Transcribed and marked up by Ciaran Crossey.
The 1986 NIPSA Conference agenda has been blatantly and bureaucratically rigged by the union’s right wing who have a majority on the Alliance Council (Executive Committee). 104 motions are to be discussed while 46, mainly motions submitted by left-wing branches, have been ruled out of order.
The main grounds for this bureaucratic manoeuvre are that these motions are said to contravene strict political guide-lines drawn up by the Alliance Council during the year. These prevent the union from discussing what they call party political motions or from attacking particular governments or social systems.
In practice these guidelines allow the union leadership to rule out motions they do not like. The reason is clear. For years the NIPSA Conferences have been moving to the left. As well as the crucial motions on pay, conditions and union democracy, motions on subjects such as South Africa, Sri Lanka, Chile, nuclear power, and motions demanding clear socialist solutions to the problems of workers in Northern Ireland have all been passed. Unable to answer the arguments which have swung past conferences on these questions, the right wing are now resorting to the bureaucratic method of stifling debate.
For example last year a motion porting the stand of Liverpool Council was passed. This year a motion which simply opposes the surcharging of councillors in Liverpool and Lambeth has been taken off the agenda.
The motion is not directly party political but it has been ruled out nonetheless. There are many other examples. And of course these guidelines have been and are a device to prevent discussion of the current situation the North. No less than seven motions calling for a trade union campaign to counter the sectarianism which has resulted from the Anglo-Irish Agreement have been bureaucratically struck off.
Perhaps the surprise twist of bureaucratic logic is the ruling of a motion calling for a ballot to establish a political fund on the grounds that this would require a constitutional amendment. How come a similar motion has gone through many British union conferences, most recently that of the IPCS without a constitutional amendment?

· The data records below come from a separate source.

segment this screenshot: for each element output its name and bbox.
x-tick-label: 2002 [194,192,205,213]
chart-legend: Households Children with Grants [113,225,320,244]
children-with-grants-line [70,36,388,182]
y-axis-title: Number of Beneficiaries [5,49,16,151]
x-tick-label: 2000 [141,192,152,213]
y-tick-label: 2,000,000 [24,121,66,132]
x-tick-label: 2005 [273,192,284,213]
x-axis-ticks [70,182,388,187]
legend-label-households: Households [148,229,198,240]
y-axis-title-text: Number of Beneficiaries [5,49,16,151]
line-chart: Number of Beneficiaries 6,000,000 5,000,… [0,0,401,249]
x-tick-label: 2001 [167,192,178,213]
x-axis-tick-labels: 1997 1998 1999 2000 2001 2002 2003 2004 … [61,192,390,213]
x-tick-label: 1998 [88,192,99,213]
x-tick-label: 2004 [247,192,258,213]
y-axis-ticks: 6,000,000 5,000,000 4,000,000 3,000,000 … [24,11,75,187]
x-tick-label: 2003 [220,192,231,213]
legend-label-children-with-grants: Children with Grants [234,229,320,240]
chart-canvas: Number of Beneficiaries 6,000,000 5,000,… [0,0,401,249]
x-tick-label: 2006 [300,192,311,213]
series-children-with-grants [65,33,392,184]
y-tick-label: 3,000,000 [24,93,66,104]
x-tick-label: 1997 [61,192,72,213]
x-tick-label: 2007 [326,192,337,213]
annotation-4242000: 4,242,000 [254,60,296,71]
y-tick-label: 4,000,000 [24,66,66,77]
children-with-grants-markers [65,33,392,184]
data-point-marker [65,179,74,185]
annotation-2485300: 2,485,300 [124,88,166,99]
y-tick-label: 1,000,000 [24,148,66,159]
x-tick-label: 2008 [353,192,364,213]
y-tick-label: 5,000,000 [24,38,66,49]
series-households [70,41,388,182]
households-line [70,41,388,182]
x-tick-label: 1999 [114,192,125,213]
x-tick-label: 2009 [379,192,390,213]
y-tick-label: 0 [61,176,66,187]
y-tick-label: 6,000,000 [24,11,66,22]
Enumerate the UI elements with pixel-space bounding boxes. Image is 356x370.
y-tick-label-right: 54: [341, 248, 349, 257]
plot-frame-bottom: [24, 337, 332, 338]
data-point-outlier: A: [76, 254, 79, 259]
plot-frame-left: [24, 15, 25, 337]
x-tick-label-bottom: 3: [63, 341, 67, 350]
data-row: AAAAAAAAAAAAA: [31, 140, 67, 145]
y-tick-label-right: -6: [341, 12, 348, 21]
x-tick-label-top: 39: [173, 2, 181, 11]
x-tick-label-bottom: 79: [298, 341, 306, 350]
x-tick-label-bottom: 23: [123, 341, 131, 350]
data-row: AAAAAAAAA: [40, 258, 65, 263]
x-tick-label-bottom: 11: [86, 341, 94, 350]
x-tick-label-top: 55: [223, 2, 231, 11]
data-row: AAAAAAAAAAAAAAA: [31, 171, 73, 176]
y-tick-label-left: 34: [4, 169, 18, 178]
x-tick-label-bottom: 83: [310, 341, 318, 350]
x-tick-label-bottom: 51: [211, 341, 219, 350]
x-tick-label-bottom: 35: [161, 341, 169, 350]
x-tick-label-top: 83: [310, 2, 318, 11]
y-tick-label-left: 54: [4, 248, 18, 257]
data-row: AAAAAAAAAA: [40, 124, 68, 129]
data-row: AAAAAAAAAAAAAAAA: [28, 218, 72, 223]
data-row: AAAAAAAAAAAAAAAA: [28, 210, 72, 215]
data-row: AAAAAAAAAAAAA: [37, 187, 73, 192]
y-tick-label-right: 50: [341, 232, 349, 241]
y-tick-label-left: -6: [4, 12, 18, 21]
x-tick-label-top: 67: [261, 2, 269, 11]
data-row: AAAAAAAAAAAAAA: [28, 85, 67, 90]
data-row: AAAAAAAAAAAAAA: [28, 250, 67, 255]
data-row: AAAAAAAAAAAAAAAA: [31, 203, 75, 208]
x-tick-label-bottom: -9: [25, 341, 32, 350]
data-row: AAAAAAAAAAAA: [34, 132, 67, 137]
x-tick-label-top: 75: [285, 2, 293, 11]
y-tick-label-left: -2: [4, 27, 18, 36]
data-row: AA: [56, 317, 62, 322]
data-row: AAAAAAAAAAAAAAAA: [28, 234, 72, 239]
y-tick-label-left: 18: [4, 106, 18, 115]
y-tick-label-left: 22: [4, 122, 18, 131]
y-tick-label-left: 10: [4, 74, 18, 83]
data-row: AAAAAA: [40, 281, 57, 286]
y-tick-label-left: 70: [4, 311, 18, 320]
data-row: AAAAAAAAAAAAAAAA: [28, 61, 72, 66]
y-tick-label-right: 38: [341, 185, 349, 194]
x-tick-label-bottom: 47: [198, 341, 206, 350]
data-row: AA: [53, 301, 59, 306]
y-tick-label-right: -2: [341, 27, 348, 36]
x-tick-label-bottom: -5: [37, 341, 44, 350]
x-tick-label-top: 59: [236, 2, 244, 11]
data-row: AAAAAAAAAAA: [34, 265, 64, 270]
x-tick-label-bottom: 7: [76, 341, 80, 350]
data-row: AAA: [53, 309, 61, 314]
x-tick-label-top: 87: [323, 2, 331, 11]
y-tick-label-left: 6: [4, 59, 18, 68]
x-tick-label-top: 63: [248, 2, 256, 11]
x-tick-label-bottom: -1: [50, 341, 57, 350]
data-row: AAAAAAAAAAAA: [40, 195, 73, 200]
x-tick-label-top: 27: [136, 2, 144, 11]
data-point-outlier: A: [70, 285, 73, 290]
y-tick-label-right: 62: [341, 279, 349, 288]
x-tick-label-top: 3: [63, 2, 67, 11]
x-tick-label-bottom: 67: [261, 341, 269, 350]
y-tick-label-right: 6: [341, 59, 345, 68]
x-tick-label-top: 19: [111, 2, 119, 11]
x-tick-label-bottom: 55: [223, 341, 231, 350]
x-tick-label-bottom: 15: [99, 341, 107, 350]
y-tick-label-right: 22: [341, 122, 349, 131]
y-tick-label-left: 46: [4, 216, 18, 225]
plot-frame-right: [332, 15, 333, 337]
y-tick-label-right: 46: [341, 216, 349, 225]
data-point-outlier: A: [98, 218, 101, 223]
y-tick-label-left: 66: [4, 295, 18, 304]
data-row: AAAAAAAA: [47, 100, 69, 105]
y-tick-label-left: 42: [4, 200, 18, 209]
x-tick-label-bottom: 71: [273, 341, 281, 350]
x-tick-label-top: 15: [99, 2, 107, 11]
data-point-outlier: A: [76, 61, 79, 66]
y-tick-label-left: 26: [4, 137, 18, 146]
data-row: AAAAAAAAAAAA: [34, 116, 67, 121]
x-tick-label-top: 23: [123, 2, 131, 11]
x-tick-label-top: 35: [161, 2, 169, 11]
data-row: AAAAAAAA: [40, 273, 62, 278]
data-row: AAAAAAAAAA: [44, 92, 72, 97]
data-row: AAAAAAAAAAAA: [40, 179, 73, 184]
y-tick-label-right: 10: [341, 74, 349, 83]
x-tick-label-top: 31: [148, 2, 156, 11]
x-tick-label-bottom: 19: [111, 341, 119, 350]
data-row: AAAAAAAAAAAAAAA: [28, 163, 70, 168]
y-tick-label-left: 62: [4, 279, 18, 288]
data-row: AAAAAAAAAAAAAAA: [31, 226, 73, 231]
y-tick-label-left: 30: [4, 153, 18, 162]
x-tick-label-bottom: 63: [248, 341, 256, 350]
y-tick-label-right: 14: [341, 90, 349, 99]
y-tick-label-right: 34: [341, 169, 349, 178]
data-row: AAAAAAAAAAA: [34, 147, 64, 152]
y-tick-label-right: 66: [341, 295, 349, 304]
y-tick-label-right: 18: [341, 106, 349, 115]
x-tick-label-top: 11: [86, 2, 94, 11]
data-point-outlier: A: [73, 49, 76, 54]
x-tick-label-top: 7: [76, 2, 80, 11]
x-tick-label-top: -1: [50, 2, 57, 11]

In fact the implantation of the motion would mean the changing of the constitution not this year, but next – assuming the ballot resulted in a yes vote.
The NIPSA Broad left are campaigning within the union against this stifling of debate. They have circulated branches and are planning a special protest meeting at the conference.
Whatever the outcome of the Conference the campaign by the Left will have to be stepped up. If the right wing get their way NIPSA would be turned into a tame union prevented from taking up any of the broad issues which affect its members. Every branch should join the Broad Left in campaign to maintain NIPSA’s democratic traditions and develop a fighting union capable of protecting its member’s interests playing its part alongside the rest of the Northern Ireland trade union movement in the fight to eliminate poverty and sectarianism here.